Chief Executive’s Message – Friday 3 February
February 3, 2023
This week I am concentrating on the very important task we have of constructing our Trust plan for the financial year 23/24. We have a clear strategy now as a Trust and three clear strategic objectives (Patients, People, Population). We also have increasingly clear ways of delivering those objectives. For example, the fundamentals of care framework launched last autumn, will help us to tackle the inconsistencies in the delivery of the basics and fundamentals of good inpatient, outpatient and community care. This will help us to achieve our patient objective of being good or outstanding in everything that we do. Similarly, our People Plan, recently adopted by the Trust Board, will tackle issues of team dynamics, recruitment, leadership and culture which we think will significantly improve our working environment and make us a more attractive proposition in a highly challenging workforce environment. Our population objective will be delivered through our place based partnerships and our work on regeneration and sustainability, which are focused on improving the life chances and healthy life expectancy of the people in our communities.
Our patient objective also has an element within it that focuses on good financial stewardship and use of resources. It is this element that we have been focusing on this week as a senior team, as we create the plan for our Trust for the next 12 months.
Our financial health is not very strong and I cannot dress that up or soften the blow of that reality. We have seen nearly 12 years of funding for the NHS and social care which is either below the rate of inflation, or a real terms reduction in our resource, because demographic change (demand) has outstripped the income we have received. Conversely, national expectations about how our services are more safely staffed and the cost implications of managing COVID have significantly increased our cost base and so now the Trust is facing a recurrent financial deficit for the first time in its history.
We are in the process of setting out the exact size of that deficit and also setting out how we are going to minimise it. The key actions that will reduce the size of that deficit are split between the Integrated Care Boards who commission our services and secondly, the actions we can take ourselves. I have long since maintained that it is our responsibility to “sweep our side of the street clean” and since COVID hit us, we have not demonstrably done that. We must now reverse that tide.
Our approaches to reducing the size of the deficit include:
- Securing the additional money on the recurrent basis from our commissioners that we need in order to safely and effectively deliver the benefits of the new Midland Metropolitan care model
- Securing the additional money on the recurrent basis from NHS England to pay for the capital charges of the Midland Met
- Improving our recruitment so that we rely on temporary staffing far less than we do at the moment and therefore reduce our increasingly high agency costs
- Deliver an elective care production plan which ensures that we treat more patients on elective pathways than we did in 2019/20 (108% of the 19/20 activity levels is required to secure additional income)
- Invest in quality improvement that will allow local leaders and team members to reduce waste in their departments and services, whilst maintaining or improving the quality of care we provide to our patients
- Taking a different approach to managing investment in clinical service developments, so that we only invest on the grounds of patient safety/risk or where we think there will be a clear financial return on that investment. This will necessarily mean some real disappointment for colleagues who may expect the Trust to be able to invest in improving their services. We will simply not have the money to be able to do that without the case for investment being scrutinised very heavily indeed.
I know this is quite a grim picture to paint but it is the reality. The “additional money” the government says it has provided the NHS still does not keep pace with changes in demand or demography and therefore what we are seeing is a scenario in which our income next year is likely to be less than that we received this year. Unless we take the action described above and do that together in a diligent and focused way, we will not be able to create the headroom to invest in the things we need to do. Clearly, we will seek to protect the Midland Met and its care model from this austerity but can only do so if our two Integrated Care Boards find the funds to support that. In last week’s Friday Message, I set out how we were trying to secure that income.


Work order: When you find the word "ffffff" in a line of the entries, please copy the whole line.

Figure collection entries:
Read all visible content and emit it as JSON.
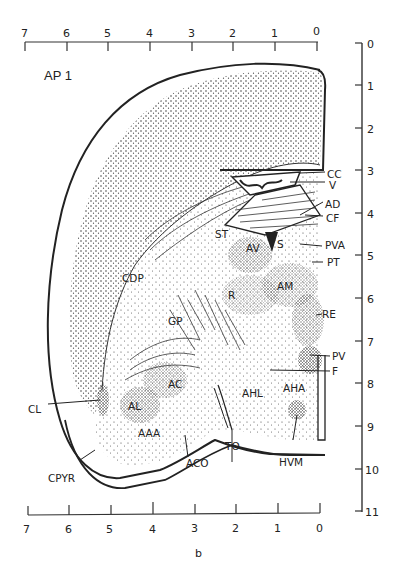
{
  "title": "AP 1",
  "caption": "b",
  "top_axis": {
    "ticks": [
      "7",
      "6",
      "5",
      "4",
      "3",
      "2",
      "1",
      "0"
    ]
  },
  "bottom_axis": {
    "ticks": [
      "7",
      "6",
      "5",
      "4",
      "3",
      "2",
      "1",
      "0"
    ]
  },
  "right_axis": {
    "ticks": [
      "0",
      "1",
      "2",
      "3",
      "4",
      "5",
      "6",
      "7",
      "8",
      "9",
      "10",
      "11"
    ]
  },
  "labels": {
    "CC": "CC",
    "V": "V",
    "AD": "AD",
    "CF": "CF",
    "PVA": "PVA",
    "PT": "PT",
    "RE": "RE",
    "PV": "PV",
    "F": "F",
    "ST": "ST",
    "AV": "AV",
    "S": "S",
    "AM": "AM",
    "R": "R",
    "CDP": "CDP",
    "GP": "GP",
    "AC": "AC",
    "AL": "AL",
    "AAA": "AAA",
    "CL": "CL",
    "CPYR": "CPYR",
    "ACO": "ACO",
    "TO": "TO",
    "AHL": "AHL",
    "AHA": "AHA",
    "HVM": "HVM"
  },
  "colors": {
    "ink": "#222222",
    "paper": "#ffffff"
  }
}
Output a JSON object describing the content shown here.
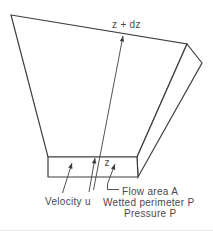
{
  "figure": {
    "background": "#ffffff",
    "line_color": "#3e3e3e",
    "text_color": "#4a4a4a",
    "labels": {
      "elevation_top": "z + dz",
      "elevation_bottom": "z",
      "velocity": "Velocity u",
      "flow_area": "Flow area A",
      "wetted_perimeter": "Wetted perimeter P",
      "pressure": "Pressure P"
    }
  }
}
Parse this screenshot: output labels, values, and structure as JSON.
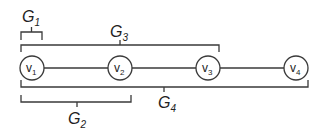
{
  "diagram": {
    "nodes": [
      {
        "id": "v1",
        "base": "v",
        "sub": "1",
        "cx": 32,
        "cy": 68,
        "r": 12
      },
      {
        "id": "v2",
        "base": "v",
        "sub": "2",
        "cx": 120,
        "cy": 68,
        "r": 12
      },
      {
        "id": "v3",
        "base": "v",
        "sub": "3",
        "cx": 208,
        "cy": 68,
        "r": 12
      },
      {
        "id": "v4",
        "base": "v",
        "sub": "4",
        "cx": 296,
        "cy": 68,
        "r": 12
      }
    ],
    "edges": [
      {
        "from": "v1",
        "to": "v2"
      },
      {
        "from": "v2",
        "to": "v3"
      },
      {
        "from": "v3",
        "to": "v4"
      }
    ],
    "groups": [
      {
        "id": "G1",
        "base": "G",
        "sub": "1",
        "members": [
          "v1"
        ],
        "position": "above"
      },
      {
        "id": "G3",
        "base": "G",
        "sub": "3",
        "members": [
          "v1",
          "v2",
          "v3"
        ],
        "position": "above"
      },
      {
        "id": "G2",
        "base": "G",
        "sub": "2",
        "members": [
          "v1",
          "v2"
        ],
        "position": "below"
      },
      {
        "id": "G4",
        "base": "G",
        "sub": "4",
        "members": [
          "v1",
          "v2",
          "v3",
          "v4"
        ],
        "position": "below"
      }
    ]
  }
}
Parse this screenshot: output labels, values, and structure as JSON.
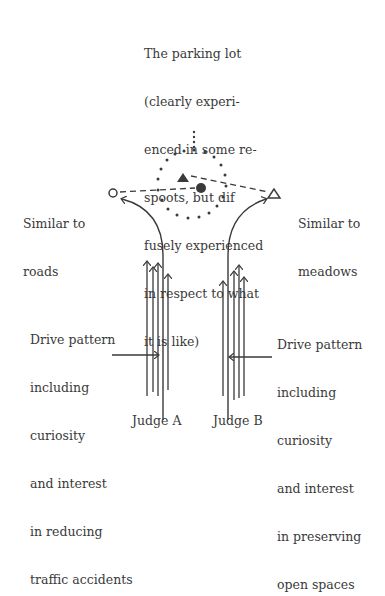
{
  "diagram": {
    "center_label": {
      "lines": [
        "The parking lot",
        "(clearly experi-",
        "enced in some re-",
        "spoots, but dif",
        "fusely experienced",
        "in respect to what",
        "it is like)"
      ]
    },
    "left_target": {
      "lines": [
        "Similar to",
        "roads"
      ],
      "symbol": "open-circle"
    },
    "right_target": {
      "lines": [
        "Similar to",
        "meadows"
      ],
      "symbol": "open-triangle"
    },
    "center_symbols": [
      "filled-triangle",
      "filled-circle",
      "dotted-circle"
    ],
    "left_drive": {
      "lines": [
        "Drive pattern",
        "including",
        "curiosity",
        "and interest",
        "in reducing",
        "traffic accidents"
      ]
    },
    "right_drive": {
      "lines": [
        "Drive pattern",
        "including",
        "curiosity",
        "and interest",
        "in preserving",
        "open spaces"
      ]
    },
    "judges": [
      "Judge A",
      "Judge B"
    ],
    "colors": {
      "ink": "#3a3a3a",
      "background": "#ffffff"
    }
  }
}
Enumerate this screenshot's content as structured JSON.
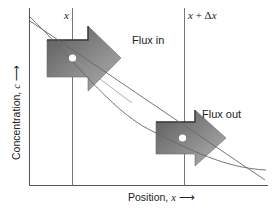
{
  "figure": {
    "type": "diffusion-flux-diagram",
    "axes": {
      "xlabel": "Position, x",
      "xlabel_arrow": "→",
      "ylabel": "Concentration, c",
      "ylabel_arrow": "→"
    },
    "markers": [
      {
        "label": "x",
        "position_px": 72
      },
      {
        "label": "x + Δx",
        "position_px": 184
      }
    ],
    "arrows": [
      {
        "label": "Flux in",
        "at": "x",
        "color": "#7a7a7a"
      },
      {
        "label": "Flux out",
        "at": "x + Δx",
        "color": "#7a7a7a"
      }
    ],
    "curves": [
      {
        "name": "concentration-profile",
        "shape": "decreasing, concave-up"
      },
      {
        "name": "tangent-line",
        "shape": "straight, decreasing"
      }
    ]
  },
  "labels": {
    "flux_in": "Flux in",
    "flux_out": "Flux out",
    "x": "x",
    "x_plus_dx_var": "x",
    "x_plus_dx_op": " + Δ",
    "x_plus_dx_var2": "x",
    "xlabel_text": "Position, ",
    "xlabel_var": "x",
    "xlabel_arrow": " ⟶",
    "ylabel_text": "Concentration, ",
    "ylabel_var": "c",
    "ylabel_arrow": " ⟶"
  },
  "colors": {
    "axis": "#555555",
    "arrow_dark": "#5e5e5e",
    "arrow_light": "#a8a8a8",
    "curve": "#666666"
  }
}
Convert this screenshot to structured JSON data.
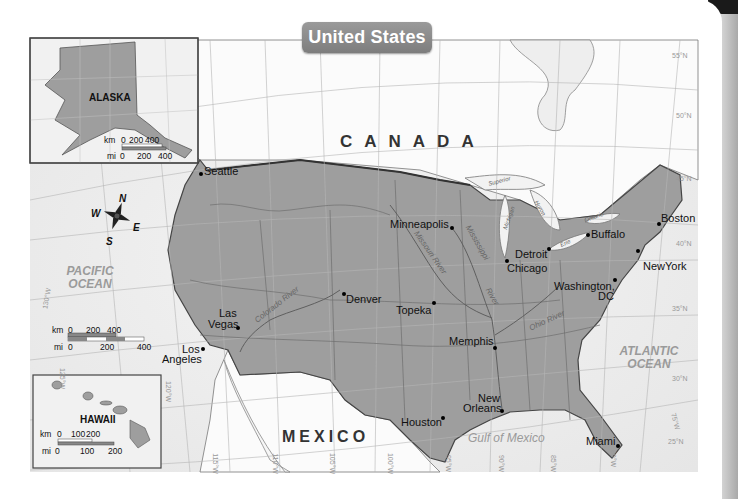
{
  "title": "United States",
  "countries": {
    "canada": "CANADA",
    "mexico": "MEXICO"
  },
  "water": {
    "pacific": "PACIFIC OCEAN",
    "atlantic": "ATLANTIC OCEAN",
    "gulf": "Gulf of Mexico"
  },
  "cities": [
    {
      "name": "Seattle",
      "x": 201,
      "y": 173
    },
    {
      "name": "Minneapolis",
      "x": 452,
      "y": 228
    },
    {
      "name": "Detroit",
      "x": 549,
      "y": 248
    },
    {
      "name": "Chicago",
      "x": 507,
      "y": 260
    },
    {
      "name": "Buffalo",
      "x": 588,
      "y": 235
    },
    {
      "name": "Boston",
      "x": 659,
      "y": 224
    },
    {
      "name": "NewYork",
      "x": 638,
      "y": 250
    },
    {
      "name": "Washington, DC",
      "x": 615,
      "y": 279
    },
    {
      "name": "Denver",
      "x": 344,
      "y": 293
    },
    {
      "name": "Topeka",
      "x": 434,
      "y": 302
    },
    {
      "name": "Las Vegas",
      "x": 238,
      "y": 327
    },
    {
      "name": "Los Angeles",
      "x": 203,
      "y": 348
    },
    {
      "name": "Memphis",
      "x": 495,
      "y": 347
    },
    {
      "name": "New Orleans",
      "x": 502,
      "y": 409
    },
    {
      "name": "Houston",
      "x": 442,
      "y": 418
    },
    {
      "name": "Miami",
      "x": 617,
      "y": 446
    }
  ],
  "city_labels": {
    "seattle": "Seattle",
    "minneapolis": "Minneapolis",
    "detroit": "Detroit",
    "chicago": "Chicago",
    "buffalo": "Buffalo",
    "boston": "Boston",
    "newyork": "NewYork",
    "washington_1": "Washington,",
    "washington_2": "DC",
    "denver": "Denver",
    "topeka": "Topeka",
    "lasvegas_1": "Las",
    "lasvegas_2": "Vegas",
    "losangeles_1": "Los",
    "losangeles_2": "Angeles",
    "memphis": "Memphis",
    "neworleans_1": "New",
    "neworleans_2": "Orleans",
    "houston": "Houston",
    "miami": "Miami"
  },
  "rivers": {
    "missouri": "Missouri River",
    "mississippi": "Mississippi",
    "mississippi_river": "River",
    "ohio": "Ohio River",
    "colorado": "Colorado River"
  },
  "lakes": {
    "superior": "Superior",
    "michigan": "Michigan",
    "huron": "Huron",
    "erie": "Erie",
    "ontario": "Ontario"
  },
  "compass": {
    "n": "N",
    "s": "S",
    "e": "E",
    "w": "W"
  },
  "insets": {
    "alaska": {
      "name": "ALASKA",
      "scale_km": [
        "km",
        "0",
        "200",
        "400"
      ],
      "scale_mi": [
        "mi",
        "0",
        "200",
        "400"
      ],
      "grid": [
        "170°W",
        "160°W",
        "150°W",
        "140°W",
        "130°W",
        "55°N"
      ]
    },
    "hawaii": {
      "name": "HAWAII",
      "scale_km": [
        "km",
        "0",
        "100",
        "200"
      ],
      "scale_mi": [
        "mi",
        "0",
        "100",
        "200"
      ],
      "grid": [
        "160°W",
        "22°N",
        "20°N",
        "155°W"
      ]
    }
  },
  "main_scale": {
    "km": [
      "km",
      "0",
      "200",
      "400"
    ],
    "mi": [
      "mi",
      "0",
      "200",
      "400"
    ]
  },
  "graticule": {
    "lat": [
      "55°N",
      "50°N",
      "45°N",
      "40°N",
      "35°N",
      "30°N",
      "25°N"
    ],
    "lon": [
      "130°W",
      "125°W",
      "120°W",
      "115°W",
      "110°W",
      "105°W",
      "100°W",
      "95°W",
      "90°W",
      "85°W",
      "80°W",
      "75°W"
    ]
  },
  "colors": {
    "land_us": "#9c9c9c",
    "land_other": "#ffffff",
    "water": "#eeeeee",
    "border": "#444444",
    "badge": "#8a8a8a"
  }
}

Task response:
    "paper": "#ffffff"
    "background": "#ffffff",
      "background": "#ffffff"
    "land_other": "#ffffff",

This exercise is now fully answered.